There's a recurring pattern in how early-stage Korean founding teams get vesting design wrong. The items below are drawn from patterns that come up frequently in startup legal practice. Always confirm your specific contract with a professional.

  1. Fully vesting equity on day one: Finalizing the shareholder registry the moment the company is incorporated, with no vesting clause at all. If someone leaves later, there's no legal basis to claw anything back.
  2. Relying on a verbal agreement only: “Let's sort it out together if something comes up later.” Verbal agreements are hard to prove in a dispute, and courts rule based on the written contract.
  3. Monthly vesting with no cliff: Someone who leaves after one month of work still walks away with 1/48th of their equity vested. Someone who leaves within a few months can end up with a meaningful stake.
  4. Missing a buyback-price clause: You have the right to claw back unvested equity, but no pricing basis. If negotiations break down, the buyback right becomes toothless.
  5. Giving up founder protection by skipping acceleration terms: If an acquirer terminates the founder immediately after an M&A, the founder loses their unvested equity. A double-trigger acceleration clause is recommended as a minimum founder-protection mechanism.

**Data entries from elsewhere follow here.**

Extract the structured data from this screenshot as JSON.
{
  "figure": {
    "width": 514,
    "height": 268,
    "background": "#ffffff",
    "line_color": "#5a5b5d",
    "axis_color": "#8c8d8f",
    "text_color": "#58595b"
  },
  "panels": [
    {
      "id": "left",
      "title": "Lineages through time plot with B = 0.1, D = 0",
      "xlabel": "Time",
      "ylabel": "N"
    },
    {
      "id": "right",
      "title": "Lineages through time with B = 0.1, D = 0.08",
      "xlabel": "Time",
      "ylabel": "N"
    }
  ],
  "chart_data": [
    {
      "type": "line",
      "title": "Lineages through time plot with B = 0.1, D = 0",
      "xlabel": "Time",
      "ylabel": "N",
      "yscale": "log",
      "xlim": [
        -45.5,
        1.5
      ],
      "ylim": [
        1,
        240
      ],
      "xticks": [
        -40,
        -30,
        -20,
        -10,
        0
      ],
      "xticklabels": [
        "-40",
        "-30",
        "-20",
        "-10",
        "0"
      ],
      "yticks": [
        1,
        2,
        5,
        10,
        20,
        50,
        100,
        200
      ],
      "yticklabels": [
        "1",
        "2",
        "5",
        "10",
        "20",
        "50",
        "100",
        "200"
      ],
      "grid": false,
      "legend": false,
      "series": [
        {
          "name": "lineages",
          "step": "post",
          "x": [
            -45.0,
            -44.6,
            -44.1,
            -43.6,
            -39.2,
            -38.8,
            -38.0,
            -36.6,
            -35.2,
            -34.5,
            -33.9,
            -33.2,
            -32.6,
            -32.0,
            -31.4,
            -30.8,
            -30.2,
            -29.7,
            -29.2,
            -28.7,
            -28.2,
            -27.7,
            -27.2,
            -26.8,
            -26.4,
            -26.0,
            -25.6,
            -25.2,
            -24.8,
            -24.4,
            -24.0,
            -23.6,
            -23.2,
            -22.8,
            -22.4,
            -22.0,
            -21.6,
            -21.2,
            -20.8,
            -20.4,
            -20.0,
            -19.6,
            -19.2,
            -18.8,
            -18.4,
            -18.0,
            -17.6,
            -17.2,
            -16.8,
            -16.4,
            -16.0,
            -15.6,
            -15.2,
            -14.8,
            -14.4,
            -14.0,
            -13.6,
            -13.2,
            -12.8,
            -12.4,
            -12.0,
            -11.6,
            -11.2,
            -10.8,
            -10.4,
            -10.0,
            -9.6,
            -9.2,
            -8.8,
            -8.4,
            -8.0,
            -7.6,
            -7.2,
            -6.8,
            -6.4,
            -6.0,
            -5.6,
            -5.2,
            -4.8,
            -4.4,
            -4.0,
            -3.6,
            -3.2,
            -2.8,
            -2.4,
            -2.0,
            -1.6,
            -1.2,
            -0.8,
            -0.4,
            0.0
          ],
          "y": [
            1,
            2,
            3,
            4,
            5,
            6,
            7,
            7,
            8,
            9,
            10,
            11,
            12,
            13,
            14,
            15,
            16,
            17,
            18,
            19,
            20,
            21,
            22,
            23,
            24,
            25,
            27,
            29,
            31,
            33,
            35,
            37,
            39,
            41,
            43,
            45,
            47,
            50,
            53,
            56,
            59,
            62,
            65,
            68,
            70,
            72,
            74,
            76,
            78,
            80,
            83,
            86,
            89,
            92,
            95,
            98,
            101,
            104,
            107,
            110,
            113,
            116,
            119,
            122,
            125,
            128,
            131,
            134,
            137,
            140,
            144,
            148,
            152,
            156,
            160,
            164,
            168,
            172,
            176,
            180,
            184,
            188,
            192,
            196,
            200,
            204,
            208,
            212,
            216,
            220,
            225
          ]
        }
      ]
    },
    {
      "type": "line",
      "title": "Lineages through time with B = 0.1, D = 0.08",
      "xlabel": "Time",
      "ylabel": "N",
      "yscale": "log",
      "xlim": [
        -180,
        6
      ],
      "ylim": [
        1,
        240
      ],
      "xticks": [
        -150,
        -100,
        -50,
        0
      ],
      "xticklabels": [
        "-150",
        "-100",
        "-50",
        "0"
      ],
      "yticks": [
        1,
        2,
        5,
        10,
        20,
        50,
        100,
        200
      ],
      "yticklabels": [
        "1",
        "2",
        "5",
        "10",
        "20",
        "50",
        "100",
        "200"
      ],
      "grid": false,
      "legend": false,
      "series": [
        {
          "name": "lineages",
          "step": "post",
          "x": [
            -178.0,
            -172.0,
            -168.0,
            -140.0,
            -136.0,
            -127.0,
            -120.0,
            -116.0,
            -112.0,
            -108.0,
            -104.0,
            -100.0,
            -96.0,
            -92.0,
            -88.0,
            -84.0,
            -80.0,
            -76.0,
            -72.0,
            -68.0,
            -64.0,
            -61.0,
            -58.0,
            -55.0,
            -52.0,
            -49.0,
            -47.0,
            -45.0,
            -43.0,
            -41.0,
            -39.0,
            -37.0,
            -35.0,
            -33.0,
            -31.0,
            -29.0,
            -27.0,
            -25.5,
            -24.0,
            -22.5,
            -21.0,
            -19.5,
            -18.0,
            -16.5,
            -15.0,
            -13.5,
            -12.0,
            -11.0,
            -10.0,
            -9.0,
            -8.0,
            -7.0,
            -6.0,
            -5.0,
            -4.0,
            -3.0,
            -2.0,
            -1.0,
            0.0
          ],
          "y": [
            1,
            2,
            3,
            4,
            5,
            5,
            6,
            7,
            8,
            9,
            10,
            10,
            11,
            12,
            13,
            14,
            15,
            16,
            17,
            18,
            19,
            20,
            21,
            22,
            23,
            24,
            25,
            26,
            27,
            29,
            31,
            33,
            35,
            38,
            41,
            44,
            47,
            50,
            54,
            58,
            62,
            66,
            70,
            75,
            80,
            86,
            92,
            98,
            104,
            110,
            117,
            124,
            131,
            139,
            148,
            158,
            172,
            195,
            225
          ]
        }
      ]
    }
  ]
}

Each of these five mistakes looks minor in isolation. But when a co-founder departure actually happens, they become variables that can shake the company's very survival. A contract isn't something you write while the team is running smoothly — it's something you write in advance, in case the team goes bad.

Summary.

#Frequently Asked Questions

Q. We've already incorporated — can we still add a vesting clause now? — Yes, you can. You can add it by drafting a shareholders' agreement (SHA) or amending your existing agreement. That said, it requires the consent of all shareholders, and if a lot of time has passed since incorporation, you may need structural adjustments like retiring a portion of existing shares or reallocating new shares.

Q. If we raise investment during the vesting period and get diluted, does the vesting ratio change too? — Generally, the vesting clause itself doesn't account for dilution from fundraising. The vesting schedule runs against the original agreed-upon share count, not against the founder's equity percentage. Even if the equity percentage changes after a raise, the vesting schedule stays as originally set.

Q. If someone leaves after passing the cliff, is already-vested equity completely unrecoverable? — In principle, already-vested equity isn't subject to clawback. That said, you can address this through a Bad Leaver clause that grants a right of first refusal (a forced sale at a specified price) even over vested equity. This, too, only has effect if it's spelled out in the contract in advance.

Q. Are stock options different from vesting? — Yes. Vesting is the condition under which already-granted shares become earned. A stock option is the right to buy shares at a specific price in the future. Options often carry their own vesting schedule too, but the legal structure differs from co-founder equity design. It's common to structure co-founders' equity through vesting and early employees' equity through stock options.